Input Knowledge Required

To fully understand this message, a reader needs to know:

  1. The environment's package management: The venv at ~/ml-env uses uv (not pip) as its package manager, discovered through the failed attempts in messages [msg 93] through [msg 95].
  2. The CUDA version duality: CUDA 12.8 is installed alongside CUDA 13.1 specifically for PyTorch compatibility. This was established during the flash-attn build in segment 0, where CUDA_HOME had to be pointed at 12.8 to match PyTorch's cu128 wheels.
  3. The flashinfer distribution change: The flashinfer project moved away from custom wheel URLs to standard PyPI distribution (pip install flashinfer-python), discovered through documentation research in [msg 98] and [msg 99].
  4. The HuggingFace model card: The GLM-5-NVFP4 page on HuggingFace contains specific NCCL environment variables and SGLang launch flags that the assistant plans to use after the install completes.
  5. The hardware context: Eight NVIDIA RTX PRO 6000 Blackwell GPUs (96 GB each, SM120 architecture) that require specific CUDA kernel support in the serving framework.

Output Knowledge Created

This message produces several important outputs:

  1. SGLang 0.5.8.post1 is now installed in the ~/ml-env virtual environment, along with its dependencies including sgl-kernel, quack-kernels, and flashinfer-python.
  2. The install command pattern is validated: The correct invocation for installing packages in this environment is ~/.local/bin/uv pip install --python ~/ml-env/bin/python3 <package> with CUDA_HOME set to /usr/local/cuda-12.8.
  3. A baseline is established: The assistant now has a working SGLang installation to test against the GLM-5-NVFP4 model. Whether it works correctly on Blackwell hardware is the open question that drives the next segment.
  4. Dependency compatibility is confirmed: The install succeeded without version conflicts, meaning SGLang 0.5.8.post1 is compatible with PyTorch 2.9.1+cu128 and the existing CUDA 12.8 toolkit.

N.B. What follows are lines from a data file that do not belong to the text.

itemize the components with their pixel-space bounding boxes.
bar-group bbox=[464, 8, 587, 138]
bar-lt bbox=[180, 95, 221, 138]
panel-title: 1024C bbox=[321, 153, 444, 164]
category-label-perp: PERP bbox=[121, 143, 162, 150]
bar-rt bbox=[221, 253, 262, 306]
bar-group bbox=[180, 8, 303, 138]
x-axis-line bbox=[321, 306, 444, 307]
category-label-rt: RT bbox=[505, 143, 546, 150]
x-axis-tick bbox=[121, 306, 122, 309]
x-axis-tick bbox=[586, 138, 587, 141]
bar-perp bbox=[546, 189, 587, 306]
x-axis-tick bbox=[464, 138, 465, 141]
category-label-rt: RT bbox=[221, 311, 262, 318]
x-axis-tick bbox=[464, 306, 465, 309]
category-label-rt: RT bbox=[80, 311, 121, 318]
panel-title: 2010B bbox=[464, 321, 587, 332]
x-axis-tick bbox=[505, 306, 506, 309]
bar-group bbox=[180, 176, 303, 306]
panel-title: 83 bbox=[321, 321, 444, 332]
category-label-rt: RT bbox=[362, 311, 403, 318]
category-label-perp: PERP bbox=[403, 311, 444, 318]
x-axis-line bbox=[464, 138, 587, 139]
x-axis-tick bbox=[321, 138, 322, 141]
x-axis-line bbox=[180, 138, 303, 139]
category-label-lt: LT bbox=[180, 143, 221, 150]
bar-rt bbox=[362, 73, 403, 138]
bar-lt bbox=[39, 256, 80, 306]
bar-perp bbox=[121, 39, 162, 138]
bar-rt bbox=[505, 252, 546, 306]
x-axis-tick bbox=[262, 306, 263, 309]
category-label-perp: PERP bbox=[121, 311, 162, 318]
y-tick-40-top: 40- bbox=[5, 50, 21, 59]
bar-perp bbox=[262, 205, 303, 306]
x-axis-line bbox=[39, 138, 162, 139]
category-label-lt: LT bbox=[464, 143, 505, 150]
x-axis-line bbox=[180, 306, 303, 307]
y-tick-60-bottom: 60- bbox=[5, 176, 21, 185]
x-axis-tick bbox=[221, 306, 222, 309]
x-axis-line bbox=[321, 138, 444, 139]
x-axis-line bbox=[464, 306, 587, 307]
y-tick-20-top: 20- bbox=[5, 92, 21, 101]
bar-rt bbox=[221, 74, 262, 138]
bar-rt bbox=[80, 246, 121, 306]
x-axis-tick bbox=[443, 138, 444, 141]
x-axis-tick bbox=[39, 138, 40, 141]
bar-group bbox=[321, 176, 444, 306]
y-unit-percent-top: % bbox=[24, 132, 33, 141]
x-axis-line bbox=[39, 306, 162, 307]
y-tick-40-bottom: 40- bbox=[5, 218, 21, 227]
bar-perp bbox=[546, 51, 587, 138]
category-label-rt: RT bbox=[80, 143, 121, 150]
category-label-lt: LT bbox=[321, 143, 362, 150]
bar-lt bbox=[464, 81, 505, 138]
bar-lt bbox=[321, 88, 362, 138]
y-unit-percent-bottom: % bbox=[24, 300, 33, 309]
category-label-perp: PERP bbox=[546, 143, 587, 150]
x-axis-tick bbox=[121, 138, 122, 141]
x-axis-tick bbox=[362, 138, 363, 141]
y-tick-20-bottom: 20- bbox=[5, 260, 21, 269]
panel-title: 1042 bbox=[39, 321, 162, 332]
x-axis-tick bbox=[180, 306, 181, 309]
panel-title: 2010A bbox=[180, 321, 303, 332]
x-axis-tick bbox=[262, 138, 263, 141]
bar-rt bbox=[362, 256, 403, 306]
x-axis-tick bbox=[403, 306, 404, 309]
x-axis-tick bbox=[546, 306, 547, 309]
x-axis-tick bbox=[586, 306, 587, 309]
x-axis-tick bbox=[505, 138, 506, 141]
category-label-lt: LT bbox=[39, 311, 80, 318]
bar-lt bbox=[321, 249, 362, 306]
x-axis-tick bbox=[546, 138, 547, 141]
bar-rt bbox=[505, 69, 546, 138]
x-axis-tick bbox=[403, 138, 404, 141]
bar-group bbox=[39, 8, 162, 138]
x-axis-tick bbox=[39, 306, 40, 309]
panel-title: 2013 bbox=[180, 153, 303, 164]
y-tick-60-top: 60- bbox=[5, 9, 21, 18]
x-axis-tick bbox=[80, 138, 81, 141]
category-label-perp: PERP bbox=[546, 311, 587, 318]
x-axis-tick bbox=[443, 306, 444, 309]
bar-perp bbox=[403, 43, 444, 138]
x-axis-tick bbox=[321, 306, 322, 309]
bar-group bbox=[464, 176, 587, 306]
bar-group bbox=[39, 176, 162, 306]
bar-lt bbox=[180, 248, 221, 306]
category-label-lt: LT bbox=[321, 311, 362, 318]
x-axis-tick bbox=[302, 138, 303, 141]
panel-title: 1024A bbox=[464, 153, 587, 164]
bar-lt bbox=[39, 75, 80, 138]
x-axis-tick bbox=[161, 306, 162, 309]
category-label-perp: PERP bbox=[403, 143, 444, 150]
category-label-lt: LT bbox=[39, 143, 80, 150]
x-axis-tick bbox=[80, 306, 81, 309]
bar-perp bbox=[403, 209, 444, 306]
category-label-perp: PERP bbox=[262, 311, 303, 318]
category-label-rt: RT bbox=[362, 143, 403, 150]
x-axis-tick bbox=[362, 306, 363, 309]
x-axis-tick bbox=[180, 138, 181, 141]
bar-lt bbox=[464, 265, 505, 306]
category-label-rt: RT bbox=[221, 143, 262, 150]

The Thinking Process: Efficiency Over Caution

The assistant's reasoning in this message is a study in pragmatic engineering. Having spent several messages debugging environment quirks and researching documentation, the assistant is eager to execute. The thinking is linear and goal-oriented: "I know the install command now, let me run it and move on to the model deployment."

There's a subtle but important shift in tone between the research messages ([msg 97][msg 101]) and this execution message. The research messages are exploratory — fetching URLs, checking documentation, comparing versions. Message [msg 102] is declarative and confident: "Now I have all the info. The install is straightforward." This confidence is earned through the preceding failures, but it also leads to the assumption that the stable release will suffice.

The assistant also demonstrates a pattern of progressive simplification. The install command evolved from pip install "sglang[all]" --find-links <url> (complex, with extras and custom index) to uv pip install sglang (minimal, relying on PyPI defaults). This is a classic debugging strategy: when a complex command fails, strip it down to its essentials and see if the simple version works.

Conclusion

Message [msg 102] is the fulcrum between research and execution in this deployment story. It successfully installs SGLang into a carefully prepared environment, resolving the package management challenges that plagued earlier attempts. But it also makes a fateful assumption — that the stable release is sufficient for Blackwell GPUs — that will unravel in the next segment. The message captures the tension inherent in deploying cutting-edge ML models: the desire to move fast versus the need to verify compatibility with novel hardware architectures. In the end, the assistant will have to backtrack and build from source anyway, but this message represents the moment when the team commits to a path and discovers whether it leads to deployment or debugging.